South-east Melbourne’s largest speculative cold storage facility has been launched to the leasing market, with Hale Capital Partners’ 27,291sqm “Adapt” project at Oakleigh South targeting completion in December 2026.
The facility is being jointly marketed by JLL and CBRE and can be configured as a single operation or split into four freezer tenancies ranging from 6626sqm to 27,291sqm.
Built to full freezer specification of -22°C, with the ability to convert to chiller, the development is designed for high-volume cold-chain logistics, food distribution and pharmaceutical operations.
Hale Capital Partners, Nicholas Bradley, said the project reflects the group’s conviction in infill logistics and cold storage as a long-term growth sector.
“This development has been designed to meet the evolving needs of cold-chain occupiers, with flexibility, efficiency and sustainability at its core,” Bradley said.

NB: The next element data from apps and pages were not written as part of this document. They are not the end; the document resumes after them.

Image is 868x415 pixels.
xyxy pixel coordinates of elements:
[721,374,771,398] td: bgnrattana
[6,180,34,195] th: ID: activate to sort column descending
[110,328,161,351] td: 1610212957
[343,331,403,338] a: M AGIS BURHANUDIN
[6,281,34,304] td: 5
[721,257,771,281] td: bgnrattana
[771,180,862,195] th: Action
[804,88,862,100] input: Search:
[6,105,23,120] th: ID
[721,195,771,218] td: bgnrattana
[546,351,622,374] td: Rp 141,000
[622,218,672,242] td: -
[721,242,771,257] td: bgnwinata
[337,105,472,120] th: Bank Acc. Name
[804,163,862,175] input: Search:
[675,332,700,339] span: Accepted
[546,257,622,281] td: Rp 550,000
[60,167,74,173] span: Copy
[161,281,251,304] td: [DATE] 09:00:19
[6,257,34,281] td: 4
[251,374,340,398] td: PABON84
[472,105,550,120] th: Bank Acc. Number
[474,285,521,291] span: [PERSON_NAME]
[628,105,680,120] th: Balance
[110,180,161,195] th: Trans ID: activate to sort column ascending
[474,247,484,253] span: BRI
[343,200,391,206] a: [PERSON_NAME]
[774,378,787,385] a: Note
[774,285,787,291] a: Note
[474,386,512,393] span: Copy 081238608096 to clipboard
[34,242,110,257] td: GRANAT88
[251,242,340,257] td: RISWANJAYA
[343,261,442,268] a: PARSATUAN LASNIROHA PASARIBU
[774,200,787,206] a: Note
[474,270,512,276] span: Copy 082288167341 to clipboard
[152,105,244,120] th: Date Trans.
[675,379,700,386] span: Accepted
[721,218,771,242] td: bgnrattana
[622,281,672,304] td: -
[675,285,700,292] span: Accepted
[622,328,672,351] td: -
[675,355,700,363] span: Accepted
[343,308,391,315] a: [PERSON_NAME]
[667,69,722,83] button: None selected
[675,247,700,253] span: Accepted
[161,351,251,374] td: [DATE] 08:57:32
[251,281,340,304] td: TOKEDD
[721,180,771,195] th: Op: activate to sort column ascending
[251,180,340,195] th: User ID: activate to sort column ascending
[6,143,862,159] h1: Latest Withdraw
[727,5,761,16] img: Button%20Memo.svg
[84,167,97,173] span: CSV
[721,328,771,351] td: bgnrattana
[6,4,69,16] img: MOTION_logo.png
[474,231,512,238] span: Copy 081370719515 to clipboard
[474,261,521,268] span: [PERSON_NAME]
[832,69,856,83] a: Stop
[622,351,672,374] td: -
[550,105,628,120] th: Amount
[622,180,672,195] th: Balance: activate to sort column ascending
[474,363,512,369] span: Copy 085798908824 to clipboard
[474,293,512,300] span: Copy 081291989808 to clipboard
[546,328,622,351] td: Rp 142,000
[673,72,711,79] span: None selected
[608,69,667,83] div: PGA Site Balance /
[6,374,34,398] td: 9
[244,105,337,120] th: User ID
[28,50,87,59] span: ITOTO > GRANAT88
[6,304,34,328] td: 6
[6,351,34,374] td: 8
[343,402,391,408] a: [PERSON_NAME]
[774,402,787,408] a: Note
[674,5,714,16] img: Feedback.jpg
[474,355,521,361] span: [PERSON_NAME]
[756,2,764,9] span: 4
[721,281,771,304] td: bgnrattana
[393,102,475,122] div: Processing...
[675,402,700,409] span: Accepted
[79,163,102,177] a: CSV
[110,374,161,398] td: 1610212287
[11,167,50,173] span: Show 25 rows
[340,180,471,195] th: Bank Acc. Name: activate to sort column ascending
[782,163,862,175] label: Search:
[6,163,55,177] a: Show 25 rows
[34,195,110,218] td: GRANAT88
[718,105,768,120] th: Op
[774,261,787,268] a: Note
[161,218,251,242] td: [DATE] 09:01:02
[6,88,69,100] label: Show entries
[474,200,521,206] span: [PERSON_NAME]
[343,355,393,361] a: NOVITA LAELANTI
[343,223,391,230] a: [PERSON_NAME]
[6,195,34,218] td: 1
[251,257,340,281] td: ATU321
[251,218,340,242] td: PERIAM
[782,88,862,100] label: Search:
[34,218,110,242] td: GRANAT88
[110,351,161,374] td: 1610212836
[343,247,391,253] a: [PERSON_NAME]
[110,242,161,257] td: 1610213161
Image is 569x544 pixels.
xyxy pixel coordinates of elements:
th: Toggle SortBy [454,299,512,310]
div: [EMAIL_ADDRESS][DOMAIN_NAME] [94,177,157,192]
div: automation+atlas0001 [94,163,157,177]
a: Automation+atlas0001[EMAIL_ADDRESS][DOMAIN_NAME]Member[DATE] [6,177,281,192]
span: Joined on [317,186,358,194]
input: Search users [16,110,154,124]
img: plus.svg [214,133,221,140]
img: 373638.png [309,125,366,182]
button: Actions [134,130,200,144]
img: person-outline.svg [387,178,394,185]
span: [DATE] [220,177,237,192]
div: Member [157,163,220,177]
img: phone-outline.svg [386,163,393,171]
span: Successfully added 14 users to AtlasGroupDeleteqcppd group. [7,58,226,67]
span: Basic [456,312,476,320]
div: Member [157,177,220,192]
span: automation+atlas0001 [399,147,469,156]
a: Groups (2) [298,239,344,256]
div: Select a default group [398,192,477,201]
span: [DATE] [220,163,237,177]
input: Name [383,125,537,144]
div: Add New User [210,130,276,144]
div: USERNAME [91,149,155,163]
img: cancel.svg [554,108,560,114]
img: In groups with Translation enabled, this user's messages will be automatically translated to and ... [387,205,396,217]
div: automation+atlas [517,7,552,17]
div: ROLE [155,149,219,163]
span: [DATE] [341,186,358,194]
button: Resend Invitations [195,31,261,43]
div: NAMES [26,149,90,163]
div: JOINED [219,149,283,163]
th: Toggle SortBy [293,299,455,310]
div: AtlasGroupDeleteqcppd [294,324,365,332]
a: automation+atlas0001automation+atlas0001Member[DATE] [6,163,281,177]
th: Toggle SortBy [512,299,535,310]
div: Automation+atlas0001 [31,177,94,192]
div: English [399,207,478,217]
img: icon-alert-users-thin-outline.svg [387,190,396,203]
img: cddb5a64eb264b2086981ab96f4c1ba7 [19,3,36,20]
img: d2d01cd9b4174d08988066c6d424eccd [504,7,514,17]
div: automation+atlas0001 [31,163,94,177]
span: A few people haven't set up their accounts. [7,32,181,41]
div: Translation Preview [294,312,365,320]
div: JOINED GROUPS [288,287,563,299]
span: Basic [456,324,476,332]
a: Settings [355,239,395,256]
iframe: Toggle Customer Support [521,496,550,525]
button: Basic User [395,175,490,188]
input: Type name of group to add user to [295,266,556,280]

“The decision to proceed on a speculative basis reflects our confidence in the requirements of the Melbourne market and the ongoing demand for freezer-ready infrastructure.”
Stephen Adgemis from JLL said cold storage remains one of the most structurally undersupplied segments of the industrial market, particularly in infill locations close to population centres.
“This facility delivers scale, flexibility and outstanding capability, all within a highly strategic location in Melbourne’s inner south-east,” Adgemis said.
CBRE senior director, David Aiello, said with premium-grade, existing cold storage vacancy across Melbourne close to zero, Adapt offers a rare opportunity for occupiers seeking modern capacity.
Aiello said the adaptive-reuse design delivers an average eave height of 12.5 metres, compared with 10.2 metres across Melbourne’s existing cold storage stock, while also providing stronger access to labour and residential catchments than many competing facilities.
Located within the City of Kingston, the site offers direct access to the Princes Highway, Nepean Highway and Monash Freeway, placing about 40 per cent of Melbourne’s population within a 30-minute drive. The development includes more than 32,600 pallet spaces, 16 recessed docks, B-double drive-around capability and 166 car parks.
The project is targeting a 4-Star Green Star rating and will incorporate solar PV, energy monitoring systems, LED lighting, rainwater harvesting and electric vehicle charging infrastructure.
JLL said Australia has around 0.4 cubic metres of refrigerated warehouse capacity per urban resident, behind the US at 0.6 and the Netherlands at 0.9, and estimated the country will require almost 14 million square metres of additional logistics floorspace by 2030, including about 750,000 square metres related to cold storage.